The Grandmothers
by Harper & Bros. 1927. 12mo. xiii+388 pp. $2.50.
. New York: ABOUT Mr. Glenway Wescott’s book. The Grandmothers, to which Harper has awarded its prize for 1927, there is a leisureliness at once reassuring and captivating. Too few novelists of these latter days, especially among those of our own soil, give evidence of thoughtful leisure, or suggest in their work that they, like Pater, conceive of life as ‘a kind of listening.’ Hence, when a novel like Miss Roberts’s The Time of Man and this new story of Mr. Wescott’s come among us, we are reassured anil delighted. Perhaps, we say, there may be something after all besides a desire to entertain or to startle, to convince or to shock, in this making of many books.
The Grandmothers, in its slow, careful workmanship, which proceeds with little motivation other than the author’s vision of his finished and completed product, is a book for the slow and the perceptive reader. Here is minute attention to concrete detail —a couch in the Wisconsin house, ‘upholstered in rows of yellow tapestry biscuits,’ pictures of Mr. Longfellow and Mr. Whittier, ‘equally complacent and almost equally muffled by untidy beards,’ ‘sunshine flashing on the tines of pitchforks,’ ‘cattle of all colors under the hickories.’ Here is a wealth of portraiture combined with a wealth of method
— grandmothers, aunts, uncles, cousins, presented enduringly by epithet, anecdote, incident, contrast, comment. Here is a rare sensitiveness to adjectives, a beautiful, even tender, use of them. Who can soon forget the ‘little, agitated ghosts’ which the sheets of old paper enfold, the ‘fragrant, restless atmosphere of a new marriage,’ the ‘mean amenities, the lack of mystery, the vast, somewhat emasculate, primitive power’ of Western Protestantism? Here are obviously favorite words — ‘mystery’ with its derivatives is one of them — which, like bright, recurring colors in a tapestry, add atmosphere and unity to the whole. Anil here, above all else, are figures
— unusual, startling, lovely figures — which perform their mysterious and beneficent work. For as the mind thus compares and relates, traveling in an illumined, never-ending line, horizons become illimitable. The horizons of Mr. Wescott’s book are illimitable; it has no beginning and no end; and it would be unjust and careless, indeed, to disregard or to fail to perceive this effect which his similes do so much to secure.

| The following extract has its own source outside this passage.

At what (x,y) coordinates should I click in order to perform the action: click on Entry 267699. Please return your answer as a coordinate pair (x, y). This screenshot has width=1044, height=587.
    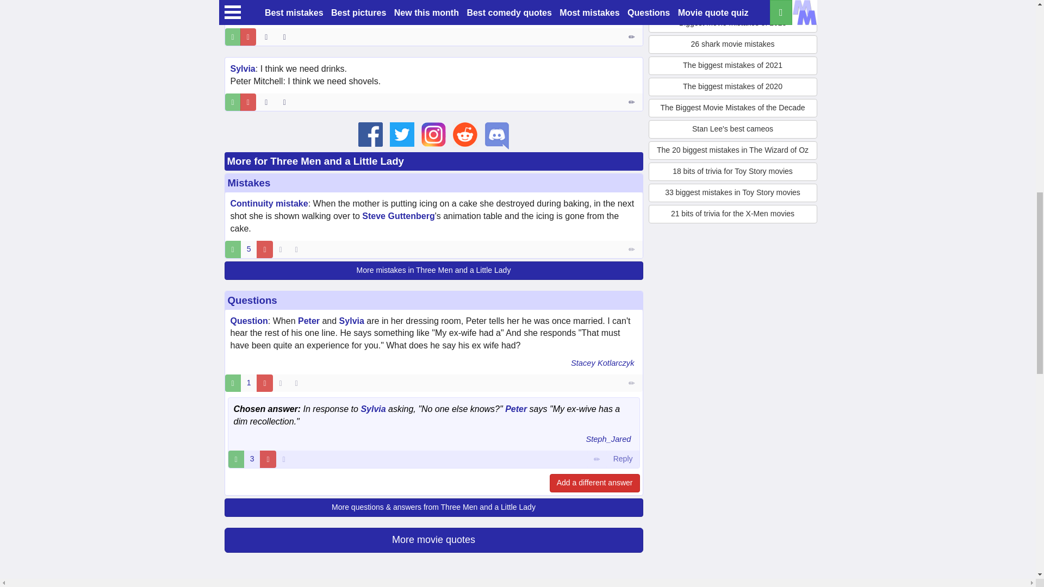
    Looking at the image, I should click on (632, 37).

One is distressed with what must be the distress of the author himself over the inadequacy of the jacket advertising — always short of truth, Loo often merely silly. We read on gilt paper that The Grandmothers is a ‘segment of American life, a span of human experience stretching from the pioneers and the Civil War down to the present time.’ One needs but to read one third of the story, catching on every page the undercurrent of wistful, eternal questioning, to know that it is Egyptian and Trojan as well as American and that it may antedate by thousands of years the pioneers and the Civil War. Its time, place, and circumstances are mere conveniences. The fever of inquisitiveness which the boy Alwyn cannot escape; the nagging pride of his grandfather, Henry Tower; the restless yearning of his greataunt, Mary Harris; the tight and tenacious hold of his unde Leander, the sufferings of whose heart, broken in youth, encircle the book with great, sad chords; the futile, pathetic, thwarted desires of them all — these are of all time and of every place. More than all else, to one reader at least, the story recalls the ‘Sunt lacrimæ rerum’ of Virgil — ‘There are tears over fortune’; or as Pater, of whom the book is constantly reminiscent, so beautifully expresses it in Marius: ‘There is a certain grief in things as they are . . . over and above those griefs of circumstance which are in a measure removable.’
Tins review is not a panegyric. Mr. Wescott is at times tedious and vague, especially in Ids Conclusion; there are now and then overstrained figures, some of them almost absurd; there is an occasional sentence annoying in its obscure construction. One could wish they had been avoided in so large and beautiful a work. And yet in spite of them The Grandmothers stands out as a book which has been conceived in deep and quiet perceptions and born in pride, care, and patience.